Skip to main content
Article
Leveraging Peer Feedback to Improve Visualization Education.pdf
arXiv (2020)
  • Alon Friedman, University of South Florida
Abstract
Peer review is a widely utilized pedagogical feedback mechanism for engaging students, which has been shown to improve educational outcomes. However, we find limited discussion and empirical measurement of peer review in visualization coursework. In addition to engagement, peer review provides direct and diverse feedback and reinforces recently-learned course concepts through critical evaluation of others' work. In this paper, we discuss the construction and application of peer review in a computer science visualization course, including: projects that reuse code and visualizations in a feedback-guided, continual improvement process and a peer review rubric to reinforce key course concepts. To measure the effectiveness of the approach, we evaluate student projects, peer review text, and a post-course questionnaire from 3 semesters of mixed undergraduate and graduate courses. The results indicate that course concepts are reinforced with peer review---82% reported learning more because of peer review, and 75% of students recommended continuing it. Finally, we provide a road-map for adapting peer review to other visualization courses to produce more highly engaged students.
Keywords
  • Visual peer review,
  • visualization education,
  • visual rubric,
  • students comments
Publication Date
Fall January 8, 2020
DOI
arXiv:2001.07549
Publisher Statement
arXiv® is a free distribution service and an open archive for scholarly articles in the fields of physics, mathematics, computer science, quantitative biology, quantitative finance, statistics, electrical engineering and systems science, and economics. arXiv is a collaboratively funded, community-supported resource founded by Paul Ginsparg in 1991 and maintained and operated by Cornell University.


Activity - Lines of the data that contain the word "communicate" are the ones to copy.

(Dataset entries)
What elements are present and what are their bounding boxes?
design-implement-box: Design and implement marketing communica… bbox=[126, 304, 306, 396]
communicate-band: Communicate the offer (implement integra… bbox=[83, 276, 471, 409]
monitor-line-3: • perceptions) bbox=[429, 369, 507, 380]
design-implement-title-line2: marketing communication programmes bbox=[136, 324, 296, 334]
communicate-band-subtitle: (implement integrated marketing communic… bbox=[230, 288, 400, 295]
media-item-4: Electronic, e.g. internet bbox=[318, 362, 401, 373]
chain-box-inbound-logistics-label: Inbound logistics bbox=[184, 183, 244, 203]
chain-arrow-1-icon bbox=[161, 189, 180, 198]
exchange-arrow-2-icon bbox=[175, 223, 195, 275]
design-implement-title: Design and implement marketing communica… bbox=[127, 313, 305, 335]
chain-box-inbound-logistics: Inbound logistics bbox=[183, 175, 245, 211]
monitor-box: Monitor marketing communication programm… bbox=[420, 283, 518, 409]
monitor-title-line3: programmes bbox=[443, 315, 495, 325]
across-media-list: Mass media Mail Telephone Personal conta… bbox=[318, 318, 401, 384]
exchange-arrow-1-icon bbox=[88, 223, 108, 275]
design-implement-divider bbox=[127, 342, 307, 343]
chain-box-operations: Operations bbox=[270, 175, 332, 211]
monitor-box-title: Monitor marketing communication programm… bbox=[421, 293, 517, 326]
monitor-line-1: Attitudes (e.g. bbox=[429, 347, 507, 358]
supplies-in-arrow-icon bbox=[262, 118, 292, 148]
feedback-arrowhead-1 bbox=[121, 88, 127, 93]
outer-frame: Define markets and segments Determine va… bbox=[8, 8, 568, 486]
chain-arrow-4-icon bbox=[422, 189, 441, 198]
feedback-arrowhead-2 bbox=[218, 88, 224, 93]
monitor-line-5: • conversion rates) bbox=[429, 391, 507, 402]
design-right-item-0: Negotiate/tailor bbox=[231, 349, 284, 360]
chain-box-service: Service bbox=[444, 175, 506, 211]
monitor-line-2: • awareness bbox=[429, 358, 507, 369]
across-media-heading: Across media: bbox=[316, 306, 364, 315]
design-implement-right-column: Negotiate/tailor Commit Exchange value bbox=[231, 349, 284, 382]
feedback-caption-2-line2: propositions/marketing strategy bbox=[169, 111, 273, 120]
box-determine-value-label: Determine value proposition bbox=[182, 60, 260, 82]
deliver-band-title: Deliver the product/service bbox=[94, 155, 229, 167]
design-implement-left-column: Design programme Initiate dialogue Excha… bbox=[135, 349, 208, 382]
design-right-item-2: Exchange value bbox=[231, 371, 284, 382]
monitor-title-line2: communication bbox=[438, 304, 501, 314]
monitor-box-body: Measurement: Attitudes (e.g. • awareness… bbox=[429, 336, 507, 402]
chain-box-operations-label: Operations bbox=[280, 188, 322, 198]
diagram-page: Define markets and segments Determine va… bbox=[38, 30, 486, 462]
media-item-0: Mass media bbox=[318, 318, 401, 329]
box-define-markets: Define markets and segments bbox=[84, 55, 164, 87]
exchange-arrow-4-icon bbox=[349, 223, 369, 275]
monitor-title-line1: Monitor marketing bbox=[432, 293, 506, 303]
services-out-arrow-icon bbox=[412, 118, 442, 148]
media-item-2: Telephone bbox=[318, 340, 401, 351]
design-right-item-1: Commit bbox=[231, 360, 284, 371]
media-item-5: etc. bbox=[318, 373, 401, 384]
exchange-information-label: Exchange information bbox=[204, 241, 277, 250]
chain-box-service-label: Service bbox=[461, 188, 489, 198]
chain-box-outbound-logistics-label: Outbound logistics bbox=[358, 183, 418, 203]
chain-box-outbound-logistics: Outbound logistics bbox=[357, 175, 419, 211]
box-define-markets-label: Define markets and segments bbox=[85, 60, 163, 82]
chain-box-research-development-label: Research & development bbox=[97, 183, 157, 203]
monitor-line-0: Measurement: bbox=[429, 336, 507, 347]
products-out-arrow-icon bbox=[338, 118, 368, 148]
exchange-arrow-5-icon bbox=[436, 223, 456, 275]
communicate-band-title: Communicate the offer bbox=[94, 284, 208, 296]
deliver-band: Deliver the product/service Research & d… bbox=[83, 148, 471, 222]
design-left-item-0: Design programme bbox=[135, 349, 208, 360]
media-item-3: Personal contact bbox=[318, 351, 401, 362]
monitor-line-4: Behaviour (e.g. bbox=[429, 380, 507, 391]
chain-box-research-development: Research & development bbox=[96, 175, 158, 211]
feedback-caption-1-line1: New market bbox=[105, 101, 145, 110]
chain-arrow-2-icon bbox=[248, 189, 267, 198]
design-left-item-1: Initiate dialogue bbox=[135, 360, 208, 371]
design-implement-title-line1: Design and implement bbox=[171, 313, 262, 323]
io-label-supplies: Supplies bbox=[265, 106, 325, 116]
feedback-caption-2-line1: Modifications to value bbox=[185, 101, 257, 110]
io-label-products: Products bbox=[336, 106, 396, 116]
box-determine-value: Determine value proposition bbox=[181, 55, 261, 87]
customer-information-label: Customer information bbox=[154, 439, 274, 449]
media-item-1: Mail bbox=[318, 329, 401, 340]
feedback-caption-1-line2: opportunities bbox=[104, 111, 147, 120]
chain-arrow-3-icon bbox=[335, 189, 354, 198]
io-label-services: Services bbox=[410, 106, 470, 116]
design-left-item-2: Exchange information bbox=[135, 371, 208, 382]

Output for this exercise -
communicate-band: Communicate the offer (implement integra… bbox=[83, 276, 471, 409]
communicate-band-subtitle: (implement integrated marketing communic… bbox=[230, 288, 400, 295]
communicate-band-title: Communicate the offer bbox=[94, 284, 208, 296]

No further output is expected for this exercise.